Silk Ties
The European Union’s relationship with China is complex. In spite of an EU arms embargo on China (created after the 1989 Tiananmen Square massacre) and China’s widely known human rights abuses, the Sino-EU relationship is blooming.
Evidence of the improving relations was abundant earlier this year when government officials from the EU and China met on two separate occasions. Bilateral trade between the two surpassed us$100 billion in 2003, making China the EU’s second-largest trading partner after the United States.
Where is this alliance leading?
Speaking during a visit of China’s Premier Wen Jiabao to Brussels in May, EU Commission President Romano Prodi said that he “would bet that the EU-China trade relationship will be the single biggest in the world.” Reporting on Prodi’s statements, EUobserver.com
wrote, “Mr. Prodi’s comments could signal a shift in geopolitical focus—a move to diversify away from the transatlantic partnership that has traditionally been seen as Europe’s most important trade relationship” (May 6; emphasis ours throughout).
The EU’s move to increase trade with China is more than simply a trade or economics issue. It points to a shift in Europe’s “geopolitical focus.” The European combine is starting to look less westward and more toward the Far East.
Currently, negotiations are underway to free China from the arms embargo the EU placed on it in 1989. Analysts believe that if China agrees to implement the United Nation’s Covenant on Civil and Political Rights, Europe will happily release China from the embargo. If this occurs, the European and Chinese militaries will be free to swap military technology and hardware.

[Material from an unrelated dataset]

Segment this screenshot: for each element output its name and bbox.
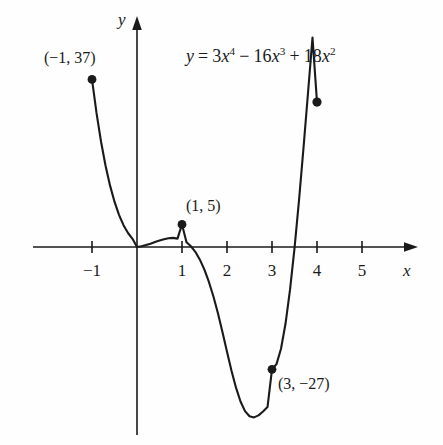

On top of improving military, trade and economic ties, Beijing has also made it clear that it wants to be involved with the EU’s space program. “China’s keen interest in the EU’s Galileo radio satellite project is mainly driven by the prospect of acquiring an alternative to the American-operated Global Positioning System” (Asia Times, May 1).
The Asia Times article went on to say, “[T]he EU and U.S. could become rivals over the Chinese arms market.” There is no mistaking Europe’s and China’s motives here: They are attempting to curb American global influence.
Although it will take time for this to happen completely (e.g., the EU would need to double its trade with China to match its trade with America), the current marginalization of the U.S. by the EU and China is the beginning of a dangerous trend for America. For more on this, see our February 2004 article “Superpower Under Siege” under “Issue Archives” at www.theTrumpet.com.